The consultants helped me prevent dropouts by identifying a range of clinical errors I was making (Rousmaniere, in press). For example, Victor Yalom noticed that I used an inauthentic “therapist” voice with clients when I became anxious, and helped me practice speaking more authentically. Allan Abbass pointed out that I was confronting clients too quickly, and helped me find a better balance of challenge versus encouragement. Jon Frederickson observed that I was talking over some of my clients, and taught me how to better control my pacing and energy to foster stronger attunement. Notably, most of the problems the consultants noticed in my work were revealed only because I showed videos of my sessions; these mistakes would have been invisible to us in my session notes and memory.

Over time, my dropout rate gradually improved. I knew that I was advancing when one of my clients remarked to me, “You finally understand what I've been trying to tell you for months!” Two years later my full-time private practice was full.

When a therapist transitions from graduate training to independent practice there is a sudden and dramatic increase in autonomy. This can be exciting, but also confusing or disorienting. Therapists can use the principles of deliberate practice (Ericsson, 2006) as a rudder to guide their clinical development through the sometimes turbulent seas of early career and beyond.
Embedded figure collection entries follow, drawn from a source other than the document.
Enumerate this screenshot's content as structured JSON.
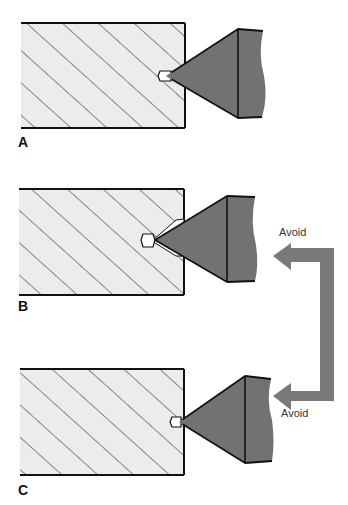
{
  "diagram": {
    "colors": {
      "workpiece_fill": "#ececec",
      "hatch": "#222222",
      "outline": "#111111",
      "tool_fill": "#727272",
      "arrow_fill": "#7a7a7a",
      "insert_fill": "#ffffff"
    },
    "panels": [
      {
        "id": "A",
        "label": "A",
        "description": "Tool tip inserted into small pilot hole"
      },
      {
        "id": "B",
        "label": "B",
        "description": "Tool cutting edges engaged beyond hole chamfer"
      },
      {
        "id": "C",
        "label": "C",
        "description": "Tool tip inserted into pilot hole"
      }
    ],
    "annotations": {
      "avoid_top": "Avoid",
      "avoid_bottom": "Avoid"
    }
  }
}
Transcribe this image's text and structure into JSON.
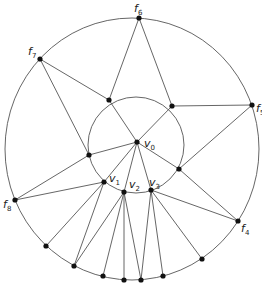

Tony Rousmaniere is Executive Director of Sentio Counseling, Program Director of the Sentio MFT Program, and president of the Psychotherapy Division of the American Psychological Association. He is the author/co-editor of many books on deliberate practice and psychotherapy training and the APA series “The Essentials of Deliberate Practice” (APA Press).

Cite This Article

Rousmaniere, T. (2016). Deliberate practice for early career psychotherapists. Psychotherapy Bulletin, 51(3), 25-29.